It is disappointing to see people express concern for liberty while advocating government restrictions on the liberty of immigrants. Immigrants should not be seen as a threat to liberty, but as potential allies in the fight for liberty.
Liberty means nothing if the freedom of any group is placed above individual liberty. And people do not stop being individuals if they are born in a different country. All individuals have the right to claim the fullest liberty to do as they will, provided they do not invade the liberty of others. Moving to a different part of the world and trying to improve one’s life — with or without permission from a government — does not violate anyone’s liberty.
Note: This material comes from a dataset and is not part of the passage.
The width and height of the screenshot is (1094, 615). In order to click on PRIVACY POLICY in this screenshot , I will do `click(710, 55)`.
National borders are invasive of liberty. Most, including the US-Mexico border, were drawn by conquest at the orders of elitists in capitals. Borders designate which politicians are to control which people. They invade the lives of individuals who want to interact with people from the other side or to escape the conditions that governments have inflicted on people within certain boundaries.
The reality of border enforcement is brutal and draconian. Patrols at the safest crossings send immigrants into the most dangerous desert areas. Many die slowly, and others trespass desperately. A series of secret prisons, some in warehouses not designed for long-term confinement, form a modern American gulag system (see “America’s Secret ICE Castles,” a Nation report by Jacqueline Stevens). New Jersey Civil Rights Defense Committee (nj-civilrights.org) has documented much evidence of widespread, pervasive abuse of immigration detainees. One of the many who died in Immigration and Customs Enforcement detention was Jason Ng. A father of two who was arrested only for immigration paperwork violations compounded by bureaucratic error, Ng died after being refused medical treatment.
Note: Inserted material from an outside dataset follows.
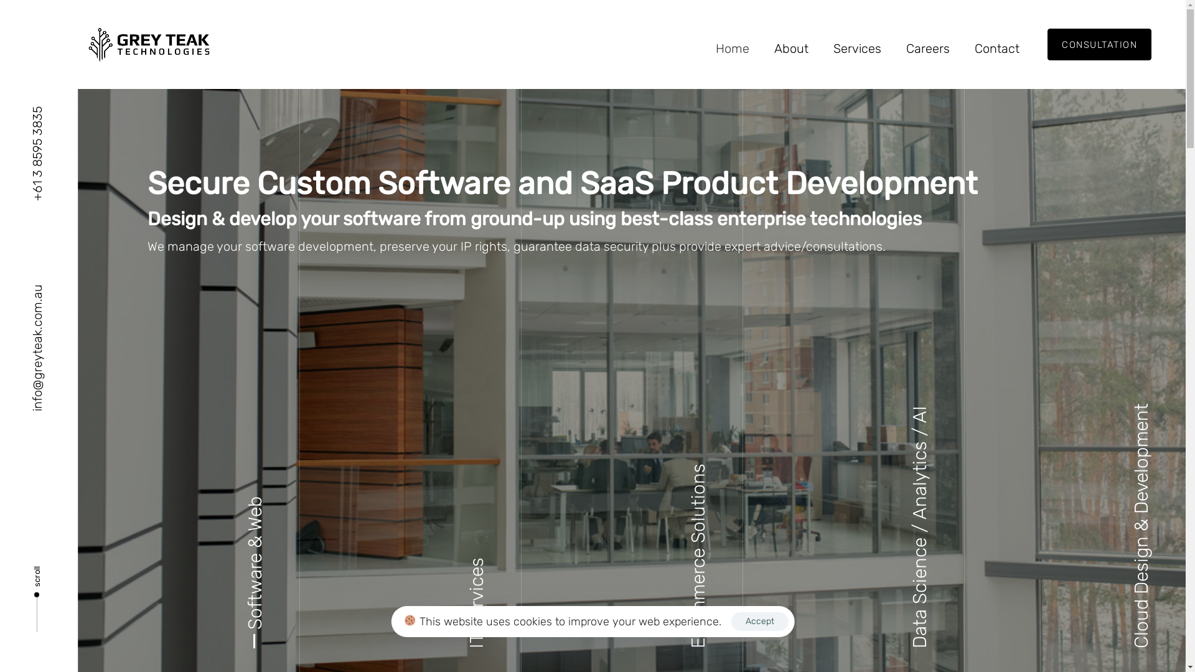 This screenshot has width=1195, height=672. What do you see at coordinates (792, 49) in the screenshot?
I see `About` at bounding box center [792, 49].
Studies suggest that immigrants are less likely to commit crimes than natives. But whatever the case, punishing people for crimes that other individuals have committed is fundamentally unjust. And crime is incentivized by any form of prohibition, including the War on Drugs, and by locking people out of the mainstream by assigning them the status of “illegal” humans.
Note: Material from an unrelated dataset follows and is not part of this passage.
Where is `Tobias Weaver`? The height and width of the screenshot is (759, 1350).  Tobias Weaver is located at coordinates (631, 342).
Immigrants do not generally take advantage of the US welfare system any more so than natives do. In the article “Immigration: An Open or Closed Door,” the International Society for Individual Liberty notes that immigrants generally pay much in taxes and receive little benefits from services. And if they did pay less in taxes, that just means the monster state gets less to use to harm people.
Immigrants do not take jobs from natives. Society does not contain a fixed number of jobs or a fixed amount of wealth. Jobs are created when there is a demand that needs to be filled, and value is created from production and trade — by the interactions of numerous individuals. Politicians, not workers, make the economy more rigid and less productive. They stunt economic growth through numerous means including land use regulations, restrictions that hamper starting businesses, corporate welfare, inflation, and military-industrial-complex waste.
And nobody has a higher claim to a job because of national or ethnic status. Supporting nationalist ideas of privilege means standing with the politicians who are making things worse, instead of with people who are trying to get by. Those concerned about job loss and wage reduction should stand with immigrants for higher wages and better conditions instead of deepening the divisions that can be used against workers.
Any aspect of culture that cannot survive without being enforced by government agencies is unfit to exist. English has been around long enough and is spoken in enough places that it can easily continue to be a language of communication between multiple ethnic groups. And there is nothing wrong with teaching English to immigrants or knowing other languages. What business is it of anyone else’s if some people want to talk to each other differently? Culture is enhanced by interaction. If it is locked in place by isolation it is more likely to stagnate than strengthen.
Immigrants, including illegal immigrants, have good reason to be against the government and for true liberty. Widespread cooperation among immigrant and native freedom-lovers will make our would-be masters tremble at the sound of advancing liberty.